3. Now connect one end of your wire to one terminal of the battery using an alligator clip (just like we did in the circuits from Unit 10).
4. Lastly, connect the other end of the wire to the other terminal of the battery using a second alligator clip lead to connect the electromagnet wire to the battery wire. This is where the wire may begin to heat up, so be careful.
5. Move your compass around your electromagnet. Does it affect the compass?
6. See if your electromagnet can pick up paper clips.
7. Switch the wires from one terminal of the battery to the other. Electricity is now moving in the opposite direction from the direction it was moving in before. Try the compass again. Do you see a change in which end of the nail the north side of the compass points to?
What happened there? By hooking that coil of wire up to the battery, you created an electromagnet. Remember, that moving electrons causes a magnetic field. Well, by connecting the two ends of your wire up to the battery, you caused the electrons in the wire to move through the wire in one direction.

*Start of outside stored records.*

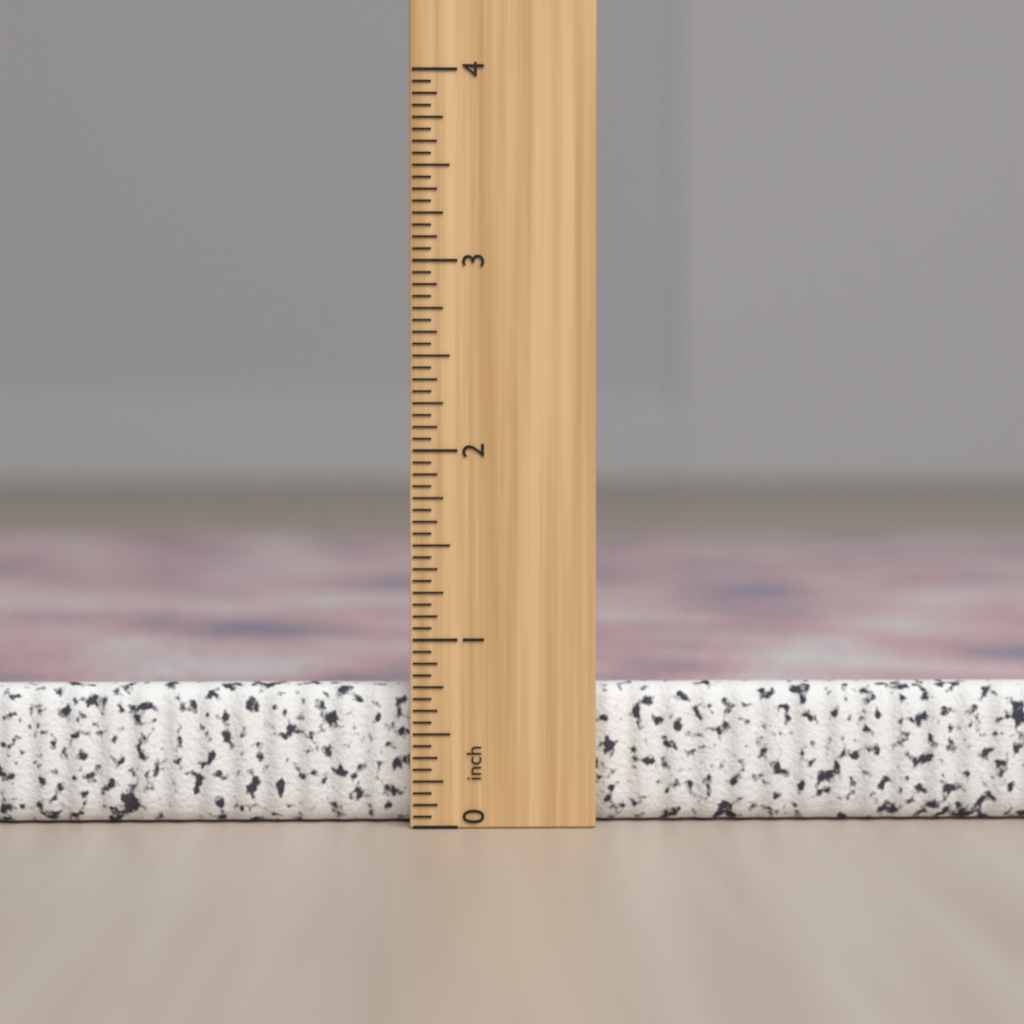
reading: 0.7500 inch
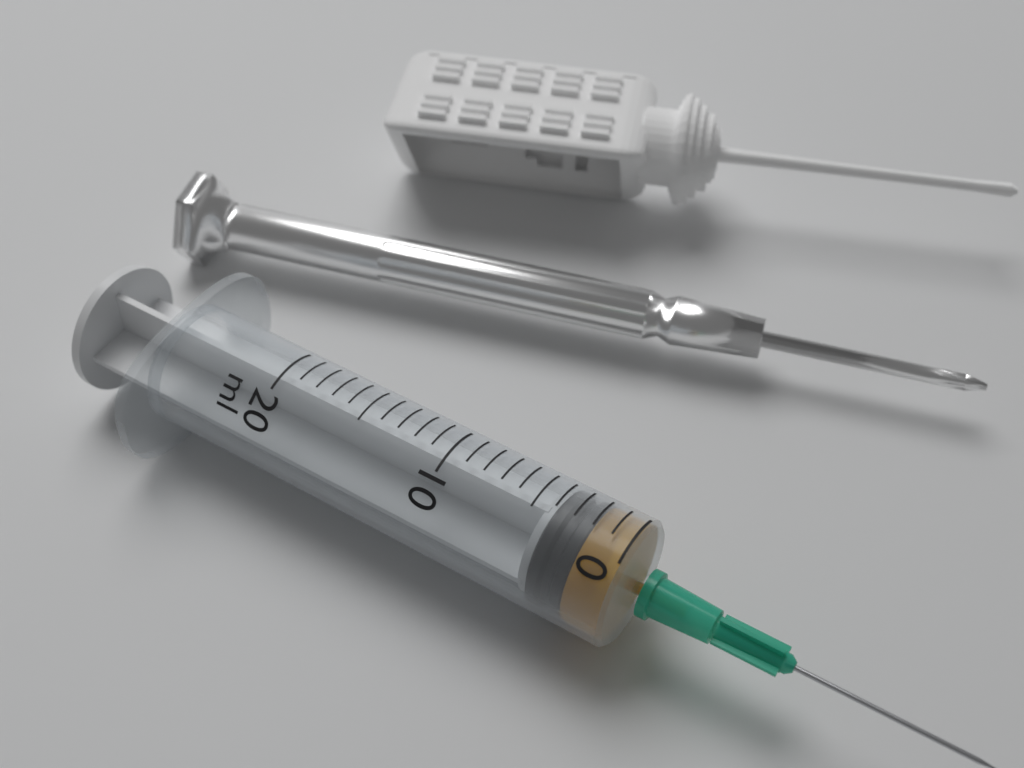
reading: 2 ml
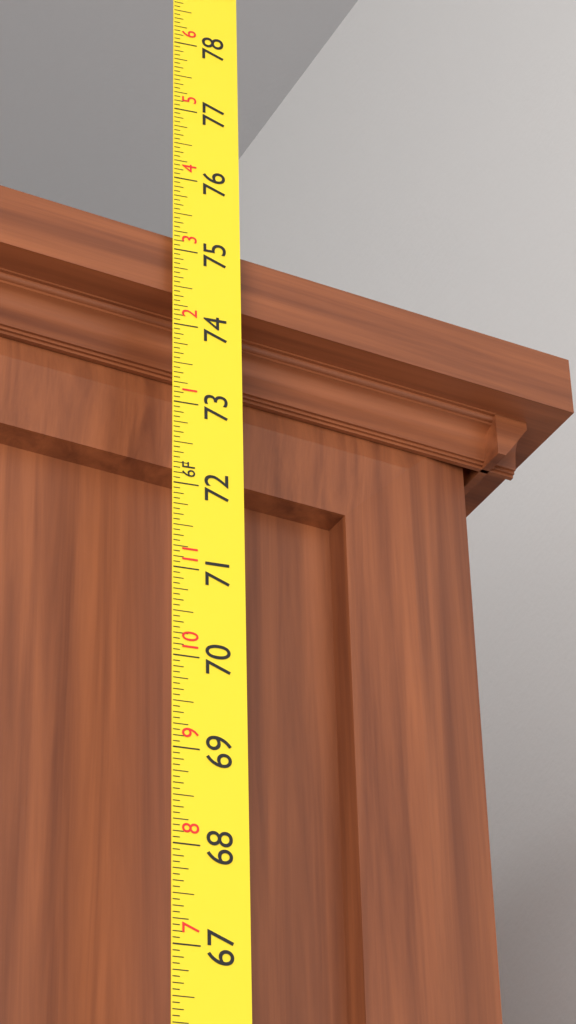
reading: 75.2500 in
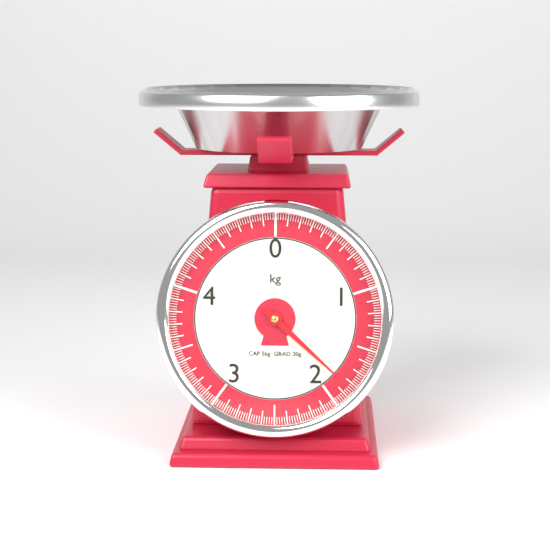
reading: 1.84 kg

Since many electrons are moving in one direction, you get a magnetic field! The nail helps to focus the field and strengthen it. In fact, if you could see the atoms inside the nail, you would be able to see them turn to align themselves with the magnetic field created by the electrons moving through the wire. You might want to test the nail by itself now that you’ve done the experiment. You may have caused it to become a permanent magnet!